INTRODUCTION
Connectivity is a concept shared in landscape and metapopulation ecology that is used to describe the movement or exchange of organisms between habitats on various temporal and spatial scales (Gilpin and Hanski 1991; Hanksi and Gilpin 1997; Crooks and Sanjayan Chapter 1; Taylor et al. Chapter 2; Moilanen and Hanski Chapter 3) and its population and community consequences. Many marine habitats, such as kelp forests, estuaries, wetlands, seagrass beds, coral and rocky reefs, and deep-sea hydrothermal vents, are naturally fragmented and patchy. As a result, many scientists working with marine populations and associated systems adopt a metapopulation-based interpretation of connectivity where landscapes are viewed as a network of habitat patches or fragments in which species occur as discrete local populations connected by the passive and active migration of individuals. In marine systems, connectivity may be generated by movements of early life stages such as larvae or spores (hereafter referred to as propagules), juveniles, or adults.
The majority of marine organisms, including benthic (living on or in the bottom), demersal (living near and in close association with the bottom), and holoplanktonic (living in the plankton) species, have a complex life cycle characterized by planktonic stages of development (e.g., larvae, spores). In the case of marine invertebrates and fishes, propagules exhibit a diversity of nutritional modes, development sites, planktonic durations, and morphological development patterns that can affect patterns of connectivity (Table 8.1).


TASK BRIEF: Where a line of the records holds the string "bounding", copy that line.

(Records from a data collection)
__________________________________________________

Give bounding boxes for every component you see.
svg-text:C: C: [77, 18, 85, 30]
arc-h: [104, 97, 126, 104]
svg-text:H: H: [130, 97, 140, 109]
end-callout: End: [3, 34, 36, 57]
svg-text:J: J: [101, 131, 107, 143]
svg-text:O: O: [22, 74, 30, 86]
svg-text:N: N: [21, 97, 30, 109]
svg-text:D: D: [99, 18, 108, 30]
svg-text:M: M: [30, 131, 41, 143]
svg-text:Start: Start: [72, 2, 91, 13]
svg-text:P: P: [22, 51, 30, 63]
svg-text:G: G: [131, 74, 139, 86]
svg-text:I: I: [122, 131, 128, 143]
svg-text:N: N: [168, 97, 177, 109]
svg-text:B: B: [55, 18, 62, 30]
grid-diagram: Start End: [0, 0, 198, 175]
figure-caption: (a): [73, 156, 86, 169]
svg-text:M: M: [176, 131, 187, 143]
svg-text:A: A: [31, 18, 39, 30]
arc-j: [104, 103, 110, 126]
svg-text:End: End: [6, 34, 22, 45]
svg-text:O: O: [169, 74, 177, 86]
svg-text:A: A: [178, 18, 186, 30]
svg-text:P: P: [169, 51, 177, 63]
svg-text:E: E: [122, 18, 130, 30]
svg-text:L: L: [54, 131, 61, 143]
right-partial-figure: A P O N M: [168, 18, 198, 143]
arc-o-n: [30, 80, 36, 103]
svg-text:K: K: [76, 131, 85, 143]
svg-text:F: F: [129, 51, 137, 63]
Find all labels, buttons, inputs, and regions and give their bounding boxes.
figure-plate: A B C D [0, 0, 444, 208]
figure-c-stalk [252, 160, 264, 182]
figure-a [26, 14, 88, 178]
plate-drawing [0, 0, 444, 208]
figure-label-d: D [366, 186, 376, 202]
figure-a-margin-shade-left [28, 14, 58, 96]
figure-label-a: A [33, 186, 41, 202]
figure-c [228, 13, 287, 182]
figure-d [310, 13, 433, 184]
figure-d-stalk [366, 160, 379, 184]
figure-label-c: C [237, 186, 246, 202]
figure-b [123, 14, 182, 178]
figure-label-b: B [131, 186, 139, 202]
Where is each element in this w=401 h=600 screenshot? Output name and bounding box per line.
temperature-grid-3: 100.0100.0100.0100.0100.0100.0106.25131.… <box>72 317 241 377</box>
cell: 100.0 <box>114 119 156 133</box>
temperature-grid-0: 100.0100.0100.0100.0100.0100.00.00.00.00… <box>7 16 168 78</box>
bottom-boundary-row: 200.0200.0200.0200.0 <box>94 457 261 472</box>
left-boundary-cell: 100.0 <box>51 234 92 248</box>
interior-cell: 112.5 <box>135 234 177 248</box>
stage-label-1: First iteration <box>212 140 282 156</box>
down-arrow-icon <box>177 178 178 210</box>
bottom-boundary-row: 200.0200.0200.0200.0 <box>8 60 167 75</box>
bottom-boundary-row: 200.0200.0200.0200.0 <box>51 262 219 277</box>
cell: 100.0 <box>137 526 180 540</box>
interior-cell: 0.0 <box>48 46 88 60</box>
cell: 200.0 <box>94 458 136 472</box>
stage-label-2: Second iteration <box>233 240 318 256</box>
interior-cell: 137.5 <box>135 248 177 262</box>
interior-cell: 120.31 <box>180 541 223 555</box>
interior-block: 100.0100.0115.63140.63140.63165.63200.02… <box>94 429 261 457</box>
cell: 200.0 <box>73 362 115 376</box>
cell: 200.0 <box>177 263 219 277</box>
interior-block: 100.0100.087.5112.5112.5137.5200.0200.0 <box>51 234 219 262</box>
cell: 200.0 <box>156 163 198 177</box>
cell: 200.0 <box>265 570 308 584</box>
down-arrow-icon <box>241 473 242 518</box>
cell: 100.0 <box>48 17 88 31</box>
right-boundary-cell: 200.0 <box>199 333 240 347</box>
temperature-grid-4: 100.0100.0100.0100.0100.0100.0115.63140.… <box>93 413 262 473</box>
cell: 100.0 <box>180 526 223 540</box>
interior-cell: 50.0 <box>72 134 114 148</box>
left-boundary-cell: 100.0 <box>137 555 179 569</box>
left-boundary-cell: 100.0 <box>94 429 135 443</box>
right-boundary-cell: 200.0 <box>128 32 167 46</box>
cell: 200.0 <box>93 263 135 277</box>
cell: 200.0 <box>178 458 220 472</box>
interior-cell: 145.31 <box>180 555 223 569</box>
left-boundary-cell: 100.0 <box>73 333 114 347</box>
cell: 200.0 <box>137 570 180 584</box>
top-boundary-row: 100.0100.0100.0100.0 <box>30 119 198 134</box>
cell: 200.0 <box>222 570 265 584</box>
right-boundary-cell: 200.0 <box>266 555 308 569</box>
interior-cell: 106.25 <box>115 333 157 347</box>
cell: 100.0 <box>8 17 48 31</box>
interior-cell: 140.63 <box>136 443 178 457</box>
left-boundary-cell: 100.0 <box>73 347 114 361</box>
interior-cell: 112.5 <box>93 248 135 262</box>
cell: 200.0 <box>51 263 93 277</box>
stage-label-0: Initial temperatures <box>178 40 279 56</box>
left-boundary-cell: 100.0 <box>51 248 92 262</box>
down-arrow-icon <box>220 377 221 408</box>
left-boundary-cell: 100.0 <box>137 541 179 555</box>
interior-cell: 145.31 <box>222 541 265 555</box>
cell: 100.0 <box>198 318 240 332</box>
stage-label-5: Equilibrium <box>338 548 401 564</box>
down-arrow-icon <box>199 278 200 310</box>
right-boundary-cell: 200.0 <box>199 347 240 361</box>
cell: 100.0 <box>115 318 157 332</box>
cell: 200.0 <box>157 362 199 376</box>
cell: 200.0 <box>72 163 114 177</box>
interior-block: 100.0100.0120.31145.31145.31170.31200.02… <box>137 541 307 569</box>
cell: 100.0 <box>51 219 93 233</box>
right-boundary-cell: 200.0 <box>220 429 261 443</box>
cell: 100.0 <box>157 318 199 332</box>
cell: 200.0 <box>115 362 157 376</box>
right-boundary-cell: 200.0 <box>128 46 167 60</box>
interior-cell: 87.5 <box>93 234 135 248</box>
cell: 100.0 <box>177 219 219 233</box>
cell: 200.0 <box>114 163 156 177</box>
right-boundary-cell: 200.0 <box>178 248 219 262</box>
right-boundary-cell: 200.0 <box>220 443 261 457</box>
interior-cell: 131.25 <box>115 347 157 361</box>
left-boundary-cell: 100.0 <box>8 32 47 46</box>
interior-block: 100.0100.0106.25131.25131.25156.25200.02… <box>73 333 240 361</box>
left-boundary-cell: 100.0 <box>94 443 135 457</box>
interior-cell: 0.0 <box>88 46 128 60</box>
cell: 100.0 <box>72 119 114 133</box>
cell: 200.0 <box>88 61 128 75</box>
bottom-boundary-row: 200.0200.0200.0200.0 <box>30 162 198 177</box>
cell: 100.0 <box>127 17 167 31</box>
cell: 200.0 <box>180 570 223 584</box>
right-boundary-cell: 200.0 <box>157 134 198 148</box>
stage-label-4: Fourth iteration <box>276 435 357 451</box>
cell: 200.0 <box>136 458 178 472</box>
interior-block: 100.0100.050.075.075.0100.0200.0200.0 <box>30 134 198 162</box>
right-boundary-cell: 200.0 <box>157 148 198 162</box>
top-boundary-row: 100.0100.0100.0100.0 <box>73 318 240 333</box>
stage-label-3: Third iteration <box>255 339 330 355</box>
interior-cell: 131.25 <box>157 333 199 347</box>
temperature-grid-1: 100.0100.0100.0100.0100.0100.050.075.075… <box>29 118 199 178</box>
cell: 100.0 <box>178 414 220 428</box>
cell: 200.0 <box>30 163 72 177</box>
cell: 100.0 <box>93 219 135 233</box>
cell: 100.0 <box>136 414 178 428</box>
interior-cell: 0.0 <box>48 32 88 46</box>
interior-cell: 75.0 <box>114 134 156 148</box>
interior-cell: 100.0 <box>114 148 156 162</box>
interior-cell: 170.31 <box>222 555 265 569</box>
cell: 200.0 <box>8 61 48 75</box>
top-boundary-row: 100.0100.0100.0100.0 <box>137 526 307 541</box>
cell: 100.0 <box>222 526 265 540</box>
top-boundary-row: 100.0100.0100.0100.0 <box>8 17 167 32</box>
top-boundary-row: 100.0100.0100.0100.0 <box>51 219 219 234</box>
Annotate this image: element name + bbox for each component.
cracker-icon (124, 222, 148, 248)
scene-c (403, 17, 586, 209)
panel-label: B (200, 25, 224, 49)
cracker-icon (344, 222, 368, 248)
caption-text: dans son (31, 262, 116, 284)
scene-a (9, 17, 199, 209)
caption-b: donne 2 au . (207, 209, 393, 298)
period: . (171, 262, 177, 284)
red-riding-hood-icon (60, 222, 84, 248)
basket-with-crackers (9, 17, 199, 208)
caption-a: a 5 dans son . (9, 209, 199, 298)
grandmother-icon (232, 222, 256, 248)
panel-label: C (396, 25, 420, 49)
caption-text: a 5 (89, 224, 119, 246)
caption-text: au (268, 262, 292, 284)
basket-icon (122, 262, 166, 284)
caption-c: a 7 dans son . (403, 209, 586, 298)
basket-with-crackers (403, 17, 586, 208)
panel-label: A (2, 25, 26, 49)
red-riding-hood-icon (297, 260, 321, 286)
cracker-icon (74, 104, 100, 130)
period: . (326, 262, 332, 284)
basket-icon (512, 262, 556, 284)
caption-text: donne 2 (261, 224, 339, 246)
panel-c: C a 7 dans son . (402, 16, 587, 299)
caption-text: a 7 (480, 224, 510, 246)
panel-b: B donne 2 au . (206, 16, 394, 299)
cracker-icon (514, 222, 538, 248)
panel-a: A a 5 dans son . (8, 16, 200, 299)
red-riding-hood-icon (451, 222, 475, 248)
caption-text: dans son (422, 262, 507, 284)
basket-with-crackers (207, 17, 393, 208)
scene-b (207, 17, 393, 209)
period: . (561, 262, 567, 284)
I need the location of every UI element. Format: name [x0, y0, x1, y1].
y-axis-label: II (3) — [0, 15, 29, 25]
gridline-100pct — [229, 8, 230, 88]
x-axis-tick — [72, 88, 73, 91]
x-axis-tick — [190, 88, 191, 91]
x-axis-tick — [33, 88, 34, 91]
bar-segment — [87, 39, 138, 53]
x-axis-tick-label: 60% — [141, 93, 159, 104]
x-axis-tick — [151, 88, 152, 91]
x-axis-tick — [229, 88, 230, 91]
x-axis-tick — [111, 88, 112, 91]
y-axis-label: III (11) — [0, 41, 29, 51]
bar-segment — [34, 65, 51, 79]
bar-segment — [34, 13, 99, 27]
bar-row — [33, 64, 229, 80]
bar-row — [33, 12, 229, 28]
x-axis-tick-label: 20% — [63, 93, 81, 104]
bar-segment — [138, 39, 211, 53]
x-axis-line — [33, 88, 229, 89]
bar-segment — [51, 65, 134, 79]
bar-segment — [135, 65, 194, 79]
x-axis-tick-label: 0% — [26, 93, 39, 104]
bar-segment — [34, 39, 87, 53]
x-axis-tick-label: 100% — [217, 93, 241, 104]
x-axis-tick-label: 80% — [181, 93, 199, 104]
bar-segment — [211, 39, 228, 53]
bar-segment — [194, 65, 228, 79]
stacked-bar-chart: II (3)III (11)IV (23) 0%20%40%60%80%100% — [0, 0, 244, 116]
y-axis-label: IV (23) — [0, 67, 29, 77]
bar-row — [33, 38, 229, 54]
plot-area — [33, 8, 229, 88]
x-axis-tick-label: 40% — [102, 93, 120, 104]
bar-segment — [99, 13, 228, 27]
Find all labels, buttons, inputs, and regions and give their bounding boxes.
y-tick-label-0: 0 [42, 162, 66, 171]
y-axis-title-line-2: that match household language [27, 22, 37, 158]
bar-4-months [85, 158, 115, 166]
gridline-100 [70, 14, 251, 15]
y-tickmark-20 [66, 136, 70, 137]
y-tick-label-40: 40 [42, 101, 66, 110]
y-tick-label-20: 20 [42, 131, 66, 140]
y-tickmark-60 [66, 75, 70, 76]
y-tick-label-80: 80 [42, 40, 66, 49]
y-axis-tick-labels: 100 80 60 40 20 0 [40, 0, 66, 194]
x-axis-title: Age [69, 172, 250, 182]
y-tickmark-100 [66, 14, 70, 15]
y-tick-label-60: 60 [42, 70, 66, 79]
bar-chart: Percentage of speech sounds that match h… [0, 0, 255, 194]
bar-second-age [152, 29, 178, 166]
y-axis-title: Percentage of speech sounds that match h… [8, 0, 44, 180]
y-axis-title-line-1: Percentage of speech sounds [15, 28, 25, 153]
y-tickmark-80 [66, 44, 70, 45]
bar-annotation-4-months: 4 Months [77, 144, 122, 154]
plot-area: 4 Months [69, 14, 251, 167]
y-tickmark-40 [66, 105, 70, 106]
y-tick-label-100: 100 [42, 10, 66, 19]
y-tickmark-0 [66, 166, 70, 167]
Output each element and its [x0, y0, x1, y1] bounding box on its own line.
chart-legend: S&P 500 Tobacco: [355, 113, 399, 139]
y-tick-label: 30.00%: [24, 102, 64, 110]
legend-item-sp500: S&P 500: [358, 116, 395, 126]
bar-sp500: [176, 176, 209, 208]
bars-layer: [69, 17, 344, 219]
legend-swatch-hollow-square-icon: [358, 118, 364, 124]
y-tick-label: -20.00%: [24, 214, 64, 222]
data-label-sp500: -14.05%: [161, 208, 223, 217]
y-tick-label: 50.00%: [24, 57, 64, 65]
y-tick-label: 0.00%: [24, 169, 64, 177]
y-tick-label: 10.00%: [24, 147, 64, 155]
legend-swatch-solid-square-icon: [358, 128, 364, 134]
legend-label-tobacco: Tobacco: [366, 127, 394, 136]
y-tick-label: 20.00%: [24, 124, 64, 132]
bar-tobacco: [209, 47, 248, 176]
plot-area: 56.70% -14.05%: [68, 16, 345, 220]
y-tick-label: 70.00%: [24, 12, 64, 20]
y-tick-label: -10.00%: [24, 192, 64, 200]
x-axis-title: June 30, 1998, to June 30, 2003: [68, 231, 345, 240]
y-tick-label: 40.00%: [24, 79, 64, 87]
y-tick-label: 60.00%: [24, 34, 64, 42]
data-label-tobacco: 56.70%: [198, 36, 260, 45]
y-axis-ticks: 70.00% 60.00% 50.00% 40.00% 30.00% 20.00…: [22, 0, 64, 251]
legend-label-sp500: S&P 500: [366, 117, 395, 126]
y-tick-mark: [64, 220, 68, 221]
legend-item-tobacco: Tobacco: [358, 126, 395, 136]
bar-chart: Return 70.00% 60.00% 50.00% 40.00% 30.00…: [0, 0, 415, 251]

__________________________________________________

TASK RESULT:
Give bounding boxes for every component you see.
Find all labels, buttons, inputs, and regions and give their bounding boxes.
Where is each element in this w=401 h=600 screenshot? Output name and bounding box per line.
Find all labels, buttons, inputs, and regions and give their bounding boxes.
Output each element and its [x0, y0, x1, y1] bounding box on its own line.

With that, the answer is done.